# Data Package (v1)

Data Package (v2) (opens new window) is being under active development. Please read the announcement (opens new window)

# What’s a Data Package?

A Data Package is a simple container format used to describe and package a collection of data (a dataset).

A Data Package can contain any kind of data. At the same time, Data Packages can be specialized and enriched for specific types of data so there are, for example, Tabular Data Packages for tabular data, Geo Data Packages for geo data etc.

# Data Package Specs Suite

When you look more closely you’ll see that Data Package is actually a suite of specifications. This suite is made of small specs, many of them usuable on their own, that you can also combine together.

This approach also reflects our philosophy of “small pieces, loosely joined” as well as “make the simple things simple and complex things possible”: it easy to just use the piece you need as well to scale up to more complex needs.

For example, for tabular data we can create a Tabular Data Package spec by combining three other specs together: the Data Package spec for the dataset, the Table Schema spec to describe the table structure, and finally CSV or JSON for the data itself.

We also broke down the Data Package spec into Data Package itself and Data Resource. The Data Resource spec just describes an individual data files and a Data Package is a collection of one or more Data Resources with additional dataset-level metadata.

Example: Data Resource spec + Table Schema spec becomes a Tabular Data Resource spec

   graph TD

   dr[Data Resource] --add table schema--> tdr[Tabular Data Resource]

Example: How a Tabular Data Package is composed out of other specs

graph TD

  dr[Data Resource] --> tdr
  tdr[Tabular Data Resource] --> tdp[Tabular Data Package]
  dp[Data Package] --> tdp
  jts[Table Schema] --> tdr
  csvddf[CSV Data Descriptor] -.optional.-> tdr

  style tdp fill:#f9f,stroke:#333,stroke-width:4px;

# Design Philosophy

# Simplicity

Seek zen-like simplicity in which there is nothing to add and nothing to take away.

# Extensibility

Design for extensibility and customisation. This makes hard things possible and permits future evolution – nothing we build will be perfect.

# Human-editable and machine-usable

Specs should preserve human readability and editability whilst making machine-use easy.

# Reuse

Reuse and build on existing standards and formats.

# Cross technology

Support a broad range of languages, technologies and infrastructures – avoid being tied to any one specific system.

# Contribute

Contributions, comments and corrections are warmly welcomed. Most work proceeds in an RFC-style manner with discussion in the issue tracker (opens new window).

Material is kept in a git repo on GitHub (opens new window) - fork and submit a pull request to add material. There is also an issue tracker (opens new window) which can be used for specific issues or suggestions.

# For Editors

This repository is the canonical repository for the core Frictionless Data specifications. The repository features:

  • JSON Schema (opens new window) representations of all specifications. These are used both in the site itself, to generate the specification pages, and likewise in the schema registry that is used by a range of libraries that implement the specifications.

# Quick start

  • Clone the repository
  • npm install # install the dependencies to build the specifications
  • npm run build # build the specifications
  • npm run test # test the specifications
  • npm start # start the local server

# Contribute to the specifications

All the source data for the specifications is in the /schemas directory. In there, you will find a .json file for each specification and a set of YAML files under /schemas/dictionary/*. There is a build.js script to build the specifications.

  • .json files are JSON Schemas for each spec, normalised using the $ref feature of JSON Schema. This normalisation ensures consistency in the way the specifications are written and validated, but is only used directly by the build.js script, which generated denormalised versions.
  • /build.js creates denormalised versions of each specification be dereferencing each $ref in the source schemas, and then saves these denormalised versions to /build/schemas directory.
  • /schemas/dictionary/* has all the property definitions for each specification. This is the place to add new properties or property collections, to edit contextual information and descriptive examples, and so on. See how this information is rendered in the macros template (opens new window).

# Adding a new specification

Yes we welcome and encourage additions to the registry! Any spec that is added must meet the following criteria:

  • Be related to the Data Packages family of specifications.
  • Have a publicly-accessible web page describing the specification.
  • Have a JSON Schema file that describes the specification.

See the existing entries in the registry, and then take the following steps to add a new entry:

  1. Make a new pull request called registry/{NAME_OF_SPECIFICATION}
  2. The pull request features a JSON Schema file for the new specification, and adds the spec to registry.csv
  3. Write a brief description of the spec as part of the pull request.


_Task goal_
Repeat the listing below line by line, exactly, leaving its pictures behind.

========

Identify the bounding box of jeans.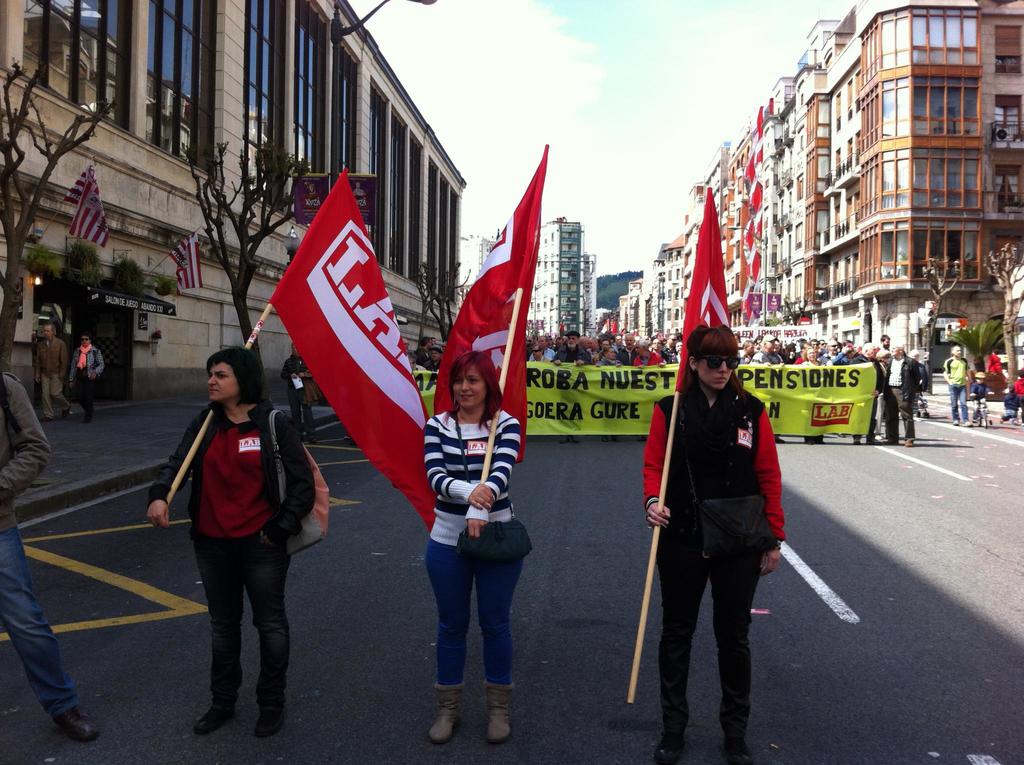
[948,386,972,420].
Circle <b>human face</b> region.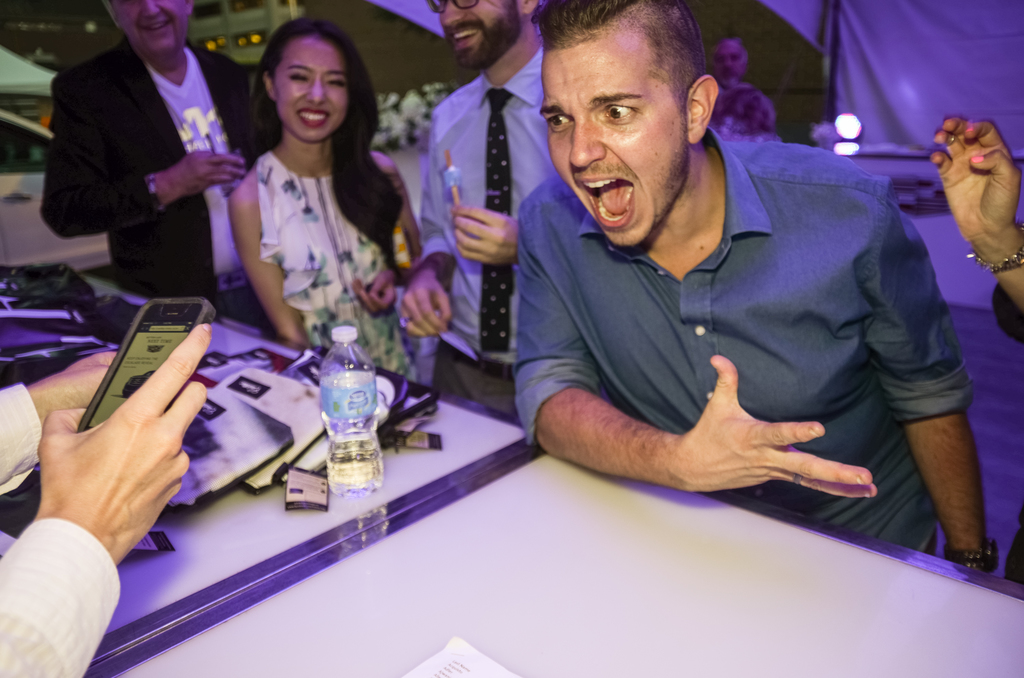
Region: <box>716,37,748,83</box>.
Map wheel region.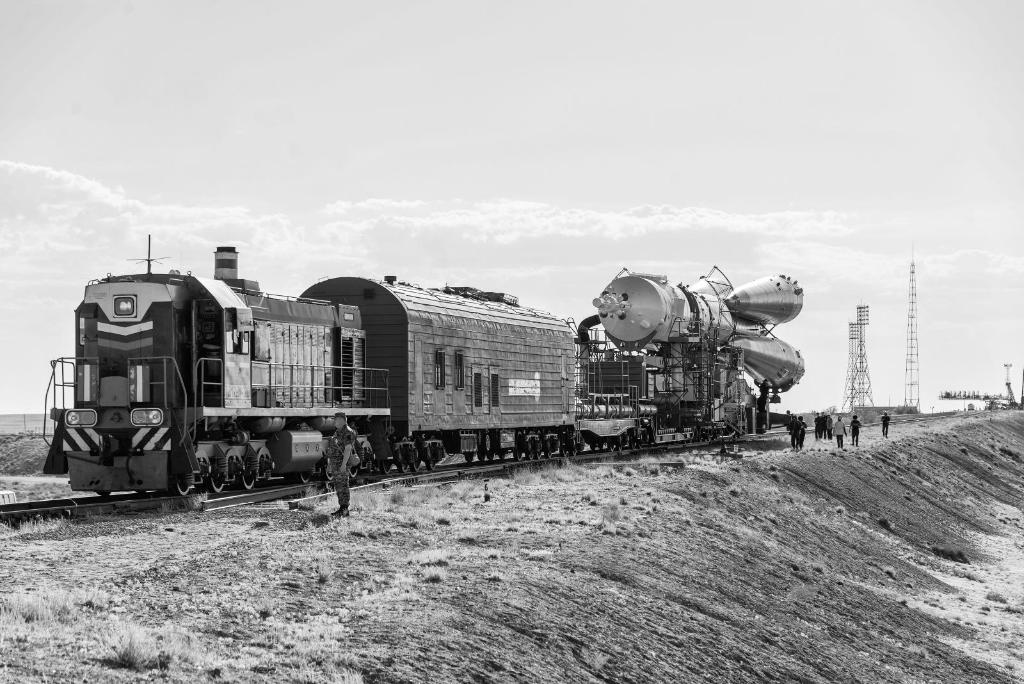
Mapped to <box>570,452,579,457</box>.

========

_Task answer_
Identify the bounding box of jeans.
[948,386,972,420].
Circle <b>human face</b> region.
Region: <box>716,37,748,83</box>.
Map wheel region.
Mapped to <box>570,452,579,457</box>.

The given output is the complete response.